Antoni Llena
Fine artist
Mini Miracle
Our daily life is full of little miracles which are the fruit of faith and hopeful anticipation. One of these miracles happens, half hidden, every summer in Catalonia. It is the sheaf of more than 600 artists from around the world attracted by the Mini Print of graphic art that Mercedes Barberá has been promoting and organizing for the past 27 years in her Cadaqués gallery.
The idea of participating with a work no larger than 10 x 10 centimeters is in itself brilliant. First, because there is nobody with artistic inquietude who would not dare to make a print whose production cost is accessible even for the most destitute artist. Second, because nobody could regret acquiring a work whose price and size is within reach of all purses and all habitable spaces, a work whose very condition pleads imperatively to be collected.
In favor of the limited dimension there is also a weighty question: it is a size that does not permit the artist to construct rhetorical discourses within a space that only allows a show of intimacy. In this sense not only is the 10 x10 Mini Print a brilliant idea but also a combative one. Of course it could be said that art is never a democratic proposition and that it is not fair that all artists must work within the limits of the same square, but the fact that this is established as the only rule of the game, is what, in compensation, permits so many artists from all over to physically contrast their talent. It is because there are rules that there is a game, or because these are respected that democracy functions.
To bring artistic energies to the surface, diffuse them, graft them, contrast them and catalog them is an act of love toward the undiscovered sensibilities that swarm throughout the world. But it is also an act of fidelity to a received legacy, an act of love redoubled, a miracle.
Mercedes Barberà Rusiñol
Director of the Mini Print International of Cadaques
If there is anything that we can remark about the 27th Mini Print International of Cadaqués it is the participating artists’ continual visits to the Taller Galeria Fort during this summer. Artists from Canada, the United States, Japan, Serbia, Slovenia, Scotland, England, Switzerland, Germany, Australia, Russia, Portugal and Israel have traveled from their distant lands to visit the exhibition, showing their enthusiasm for the high level of works by the 654 artists from 52 countries as well as for the beauty of the village of Cadaqués that receives them.
The solo shows of last year’s winners arouse great interest from the collectors, graphic artists and the numerous public who visit the gallery. This summer Maja Poljak (Serbia), Juan Canals (Spain), Célia Bragança (Portugal), Danielle Creenaune (Australia) and Roland Schaller (Germany) were present and acted as jurors of the current exhibition. The artist Tanya Azarova (Russia) was unable to attend for reasons beyond her control. We regret her absence. The visits of the winning artists are always an occasion for the interchange of technical and cultural knowledge leaving behind an enthusiastic and amicable souvenir.
For the second time, during the months of August, September and half of October, Ian Chance, the director of Farleys Yard Trust, a cultural center created by Antony Penrose, presented the Mini Print in the center’s beautiful gallery which attracts personalities of the British cultural world as well as other visitors who participate in the cultural events organized in the center, among which the Mini Print is one of the most attractive.
The gallery L’Etangd’Art of Bages (France) showed the Mini Print from the end of November until the middle of January 2008. Sophie Cassard, its director who, for many years has had ties to Cadaqués, transmits her enthusiasm for the Mini Print to the visitors and to the many participating artists who also come to her active and competent gallery. The Fundació Tharrats d’Art Gràfic of Pineda de Mar (Barcelona) showed the Mini Print during the month of October and hopes to repeat this every year. Personally, this is a decision for which I am especially grateful because the artist Joan Josep Tharrats was a friend and participant in the Mini Print while he was alive.
We are grateful to the Entitat Autònoma de Difusió Cultural of the Catalan government and to the Ministerio de Cultura of the Spanish government for their economic aid and their interest in the Mini Print. Without their comprehension the Mini Print would not exist.
Its continuity results from the presence of the beautiful works of the participating artists whose investigation of new techniques and modes of expression contribute to the necessary evolution of printmaking. We again hope for the presence, not only of the most faithful, but also of those who discover the Mini Print for the first time. We are on our way towards the 28th edition. So be it!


- _To do_
Report each line of the records below that holds the word "entry".

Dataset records
-----
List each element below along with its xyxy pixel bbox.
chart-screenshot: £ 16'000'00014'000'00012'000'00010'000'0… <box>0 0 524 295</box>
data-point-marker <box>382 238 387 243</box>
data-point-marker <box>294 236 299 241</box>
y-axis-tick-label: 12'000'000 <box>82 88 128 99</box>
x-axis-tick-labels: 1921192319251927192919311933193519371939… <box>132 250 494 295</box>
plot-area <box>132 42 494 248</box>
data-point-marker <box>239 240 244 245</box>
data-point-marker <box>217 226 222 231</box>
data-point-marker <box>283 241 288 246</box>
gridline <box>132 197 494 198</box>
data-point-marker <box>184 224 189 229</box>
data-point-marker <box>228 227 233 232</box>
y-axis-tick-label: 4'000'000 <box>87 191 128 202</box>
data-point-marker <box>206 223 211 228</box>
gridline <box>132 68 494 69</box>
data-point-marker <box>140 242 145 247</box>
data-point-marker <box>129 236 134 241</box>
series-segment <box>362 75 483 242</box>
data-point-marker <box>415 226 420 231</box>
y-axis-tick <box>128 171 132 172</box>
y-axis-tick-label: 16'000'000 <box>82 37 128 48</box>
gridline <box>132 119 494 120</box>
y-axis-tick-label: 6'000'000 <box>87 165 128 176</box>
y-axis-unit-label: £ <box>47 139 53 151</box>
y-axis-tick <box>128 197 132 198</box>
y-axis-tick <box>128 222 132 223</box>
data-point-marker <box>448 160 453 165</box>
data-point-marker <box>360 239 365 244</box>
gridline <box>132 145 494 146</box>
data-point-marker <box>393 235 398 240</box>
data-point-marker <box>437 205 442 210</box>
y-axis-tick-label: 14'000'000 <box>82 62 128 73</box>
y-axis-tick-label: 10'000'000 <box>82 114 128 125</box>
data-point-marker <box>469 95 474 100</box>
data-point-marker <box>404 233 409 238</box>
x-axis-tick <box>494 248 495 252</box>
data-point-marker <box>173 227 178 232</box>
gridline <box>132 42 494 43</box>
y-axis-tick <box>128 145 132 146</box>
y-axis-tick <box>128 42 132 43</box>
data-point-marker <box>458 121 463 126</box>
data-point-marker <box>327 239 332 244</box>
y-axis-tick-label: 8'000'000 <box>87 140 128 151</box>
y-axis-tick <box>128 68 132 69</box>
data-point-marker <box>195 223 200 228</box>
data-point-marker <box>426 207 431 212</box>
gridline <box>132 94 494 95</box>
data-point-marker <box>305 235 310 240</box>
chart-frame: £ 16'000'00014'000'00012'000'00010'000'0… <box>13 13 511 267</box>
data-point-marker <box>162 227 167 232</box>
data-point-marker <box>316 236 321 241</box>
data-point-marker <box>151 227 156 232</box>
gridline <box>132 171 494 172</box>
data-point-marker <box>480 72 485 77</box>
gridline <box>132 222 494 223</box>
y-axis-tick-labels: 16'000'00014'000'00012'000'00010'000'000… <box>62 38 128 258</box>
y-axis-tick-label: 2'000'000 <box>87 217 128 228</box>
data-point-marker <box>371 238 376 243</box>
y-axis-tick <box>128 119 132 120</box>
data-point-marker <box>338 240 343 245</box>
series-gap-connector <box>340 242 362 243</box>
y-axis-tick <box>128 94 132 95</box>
-----
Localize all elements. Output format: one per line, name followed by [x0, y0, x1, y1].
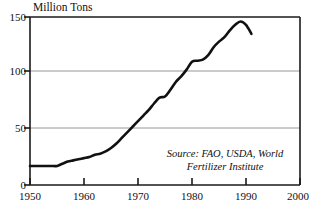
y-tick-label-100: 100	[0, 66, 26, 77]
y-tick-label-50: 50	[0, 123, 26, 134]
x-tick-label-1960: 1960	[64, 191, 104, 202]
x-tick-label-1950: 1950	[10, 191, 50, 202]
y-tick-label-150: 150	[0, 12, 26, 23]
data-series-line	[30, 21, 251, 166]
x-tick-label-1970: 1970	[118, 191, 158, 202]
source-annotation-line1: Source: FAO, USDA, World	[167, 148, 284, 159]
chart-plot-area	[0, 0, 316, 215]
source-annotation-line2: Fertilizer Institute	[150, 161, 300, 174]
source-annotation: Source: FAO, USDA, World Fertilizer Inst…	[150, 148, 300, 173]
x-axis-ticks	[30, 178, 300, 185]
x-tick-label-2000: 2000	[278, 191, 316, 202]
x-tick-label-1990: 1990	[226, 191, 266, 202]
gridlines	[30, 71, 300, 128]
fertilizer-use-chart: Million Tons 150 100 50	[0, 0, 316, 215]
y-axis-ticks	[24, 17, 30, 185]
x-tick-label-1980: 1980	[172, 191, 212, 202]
-----
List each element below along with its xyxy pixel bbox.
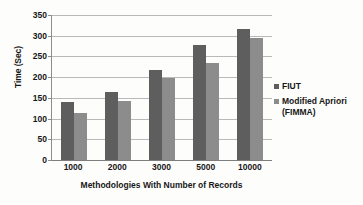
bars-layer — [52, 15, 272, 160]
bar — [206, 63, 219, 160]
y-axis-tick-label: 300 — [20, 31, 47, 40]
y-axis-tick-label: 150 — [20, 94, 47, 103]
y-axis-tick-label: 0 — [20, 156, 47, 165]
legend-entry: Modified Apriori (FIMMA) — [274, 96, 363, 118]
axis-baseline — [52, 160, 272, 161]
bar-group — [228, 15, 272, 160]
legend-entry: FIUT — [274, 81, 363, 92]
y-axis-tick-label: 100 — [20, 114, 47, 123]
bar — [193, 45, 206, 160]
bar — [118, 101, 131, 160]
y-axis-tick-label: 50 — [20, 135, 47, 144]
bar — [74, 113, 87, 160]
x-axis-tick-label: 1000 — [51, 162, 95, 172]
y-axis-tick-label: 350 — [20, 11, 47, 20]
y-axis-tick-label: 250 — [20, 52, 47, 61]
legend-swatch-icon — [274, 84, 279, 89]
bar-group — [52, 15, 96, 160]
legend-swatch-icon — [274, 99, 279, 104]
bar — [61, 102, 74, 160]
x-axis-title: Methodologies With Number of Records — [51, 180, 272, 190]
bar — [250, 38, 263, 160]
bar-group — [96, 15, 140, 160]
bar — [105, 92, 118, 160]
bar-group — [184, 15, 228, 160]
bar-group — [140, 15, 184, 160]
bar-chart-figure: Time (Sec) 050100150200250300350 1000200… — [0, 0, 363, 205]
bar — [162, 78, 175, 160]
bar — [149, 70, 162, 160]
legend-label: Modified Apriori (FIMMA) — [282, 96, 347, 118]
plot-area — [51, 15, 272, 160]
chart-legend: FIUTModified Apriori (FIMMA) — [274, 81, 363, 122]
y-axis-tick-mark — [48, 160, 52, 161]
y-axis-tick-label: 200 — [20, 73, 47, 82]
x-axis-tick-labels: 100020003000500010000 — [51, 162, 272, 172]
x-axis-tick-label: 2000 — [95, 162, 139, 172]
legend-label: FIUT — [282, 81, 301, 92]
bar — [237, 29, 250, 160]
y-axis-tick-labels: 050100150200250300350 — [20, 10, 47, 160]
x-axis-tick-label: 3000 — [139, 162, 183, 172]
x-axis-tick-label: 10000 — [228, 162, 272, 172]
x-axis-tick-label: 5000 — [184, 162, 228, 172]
-----
- _Written solution_
legend-entry: Modified Apriori (FIMMA) — [274, 96, 363, 118]
legend-entry: FIUT — [274, 81, 363, 92]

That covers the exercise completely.